LEARN
MORE

University Students Lack Standing To Bring Claim They Were Injured By College Admissions Scandal

CATEGORY: Private Education Matters
CLIENT TYPE: Private Education
DATE: Jun 30, 2020

William “Rick” Singer operated a fraudulent university admissions scheme, which is now known as the “College Admissions Scandal.”  One of Singer’s schemes included accepting financial contributions from parents to create a false sports profile for the parents’ children to make it appear that the student was a superior student-athlete.  Singer would then bribe the coaches or managers in a university’s athletic department to give the student one of the spots the university set aside for superior student-athletes.  The manager or coach would then bypass a legitimate superior student-athlete who was qualified to fill the set aside spot in favor of a student with fraudulent athletic credentials created by Singer.

In a consolidated action, about thirty students (Students) sued Singer and numerous universities implicated in the College Admissions Scandal (Singer and the Universities), alleging that the Students were damaged because they paid college admissions application fees to the universities without knowing that unqualified candidates were “slipping in through the back door of the admissions process.”  The Students alleged that they suffered economic harm because they paid the application fees, and were also harmed because they did not receive the fair and objective admissions process they were promised.

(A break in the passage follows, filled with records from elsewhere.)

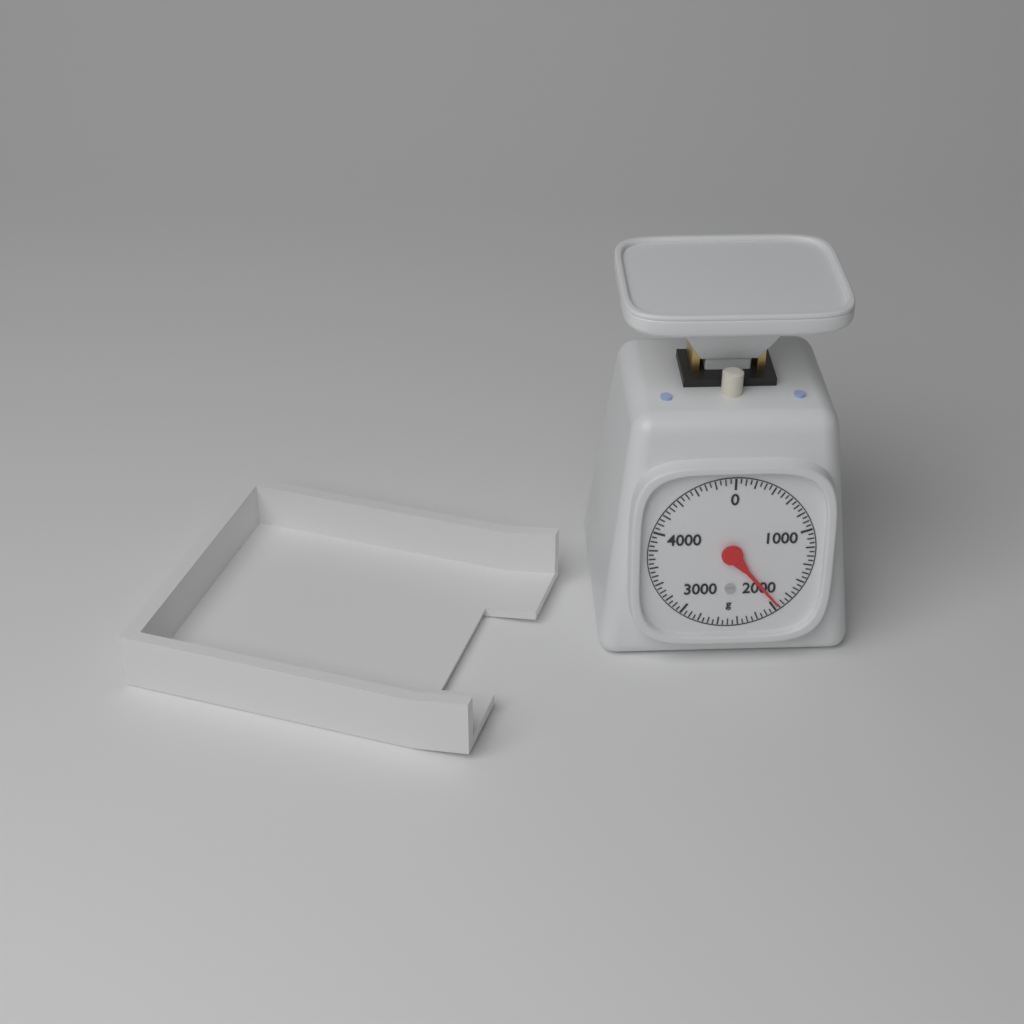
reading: 1950 g
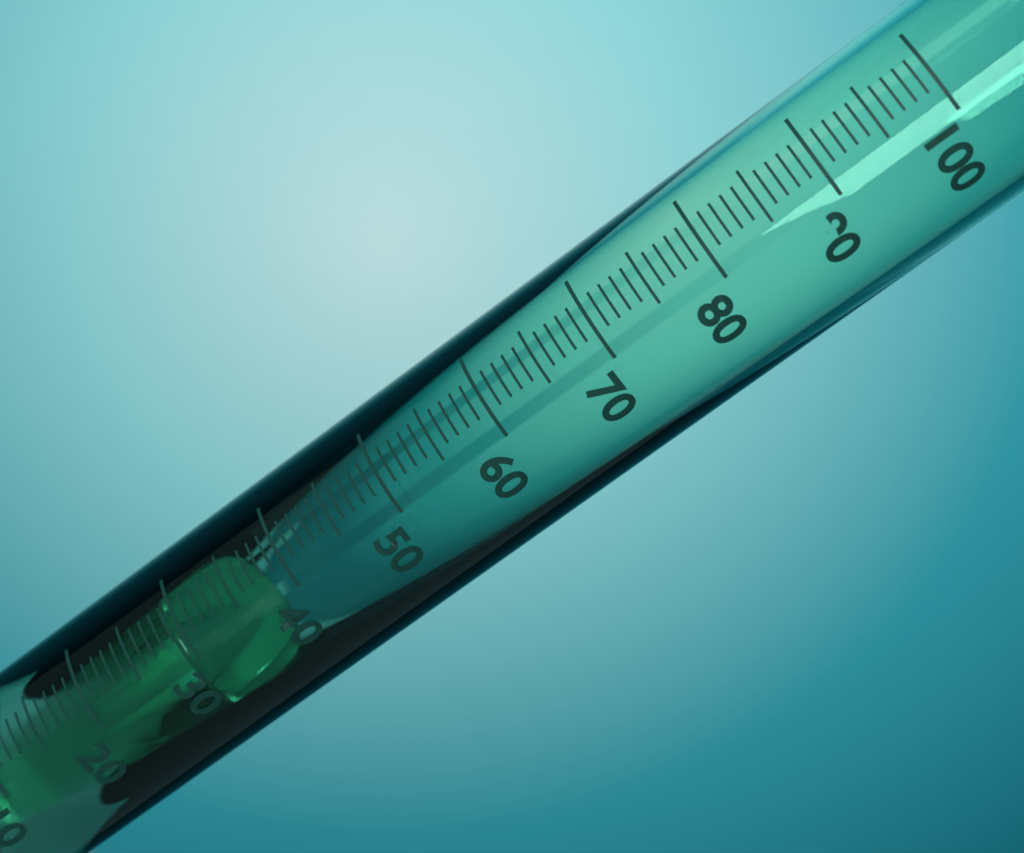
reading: 29 ml
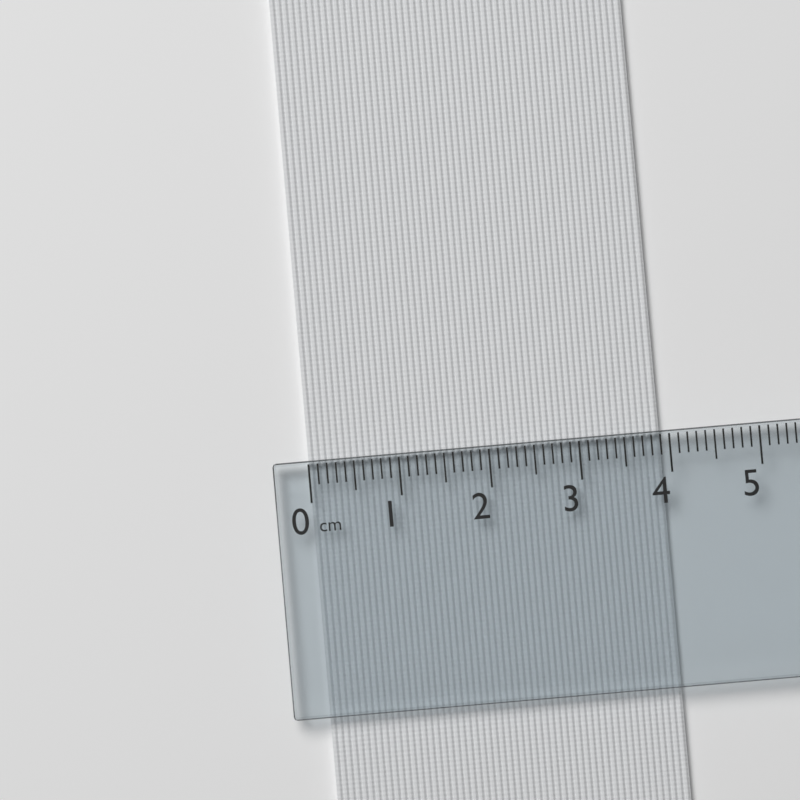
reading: 3.9 cm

Singer and the Universities filed motions to dismiss the Students’ claims, contending that the Students lacked standing to bring the actions.  To establish standing, the Students had to allege “(1) an injury in fact that is concrete and particularized, as well as actual or imminent; (2) that the injury is fairly traceable to the challenged action of the defendant; and (3) that it is likely (not merely speculative) that injury will be redressed by a favorable decision.”  Singer and the Universities alleged that the Students could not show that they were particularly affected by the allegedly fraudulent scheme. 

The court agreed, finding that the Students only “alleged injury—that they applied to a school engaging in fraud and that they would not have applied had they known about the fraud—is not particular to them” and that any applicant or admitted student to one of these universities have the same harm.  Further, the court explained that Singers’ scheme affected the spots these universities reserved for superior student-athletes, and the general admissions spots at the universities were unaffected.  Because none of the Students alleged that they applied for, were being considered for, or were denied a spot set aside for superior student-athletes, the Students could not show that Singers’ scheme had a particular effect on their admissions applications.  The court noted that without a link between Singer’s scheme and the Students, their “harm collapses into harm based on the wrongness of the scheme itself,” which is insufficient to have standing.

Ultimately, the court dismissed the Students’ claims because they failed to show that they were particularly affected by Singer’s fraudulent scheme.  The court also noted that its decision “should not be construed as condoning Singer’s manipulation of the college admissions process.”

Tamboura v. Singer (N.D. Cal., May 29, 2020, No. 5:19-CV-01405-EJD) 2020 WL 2793371.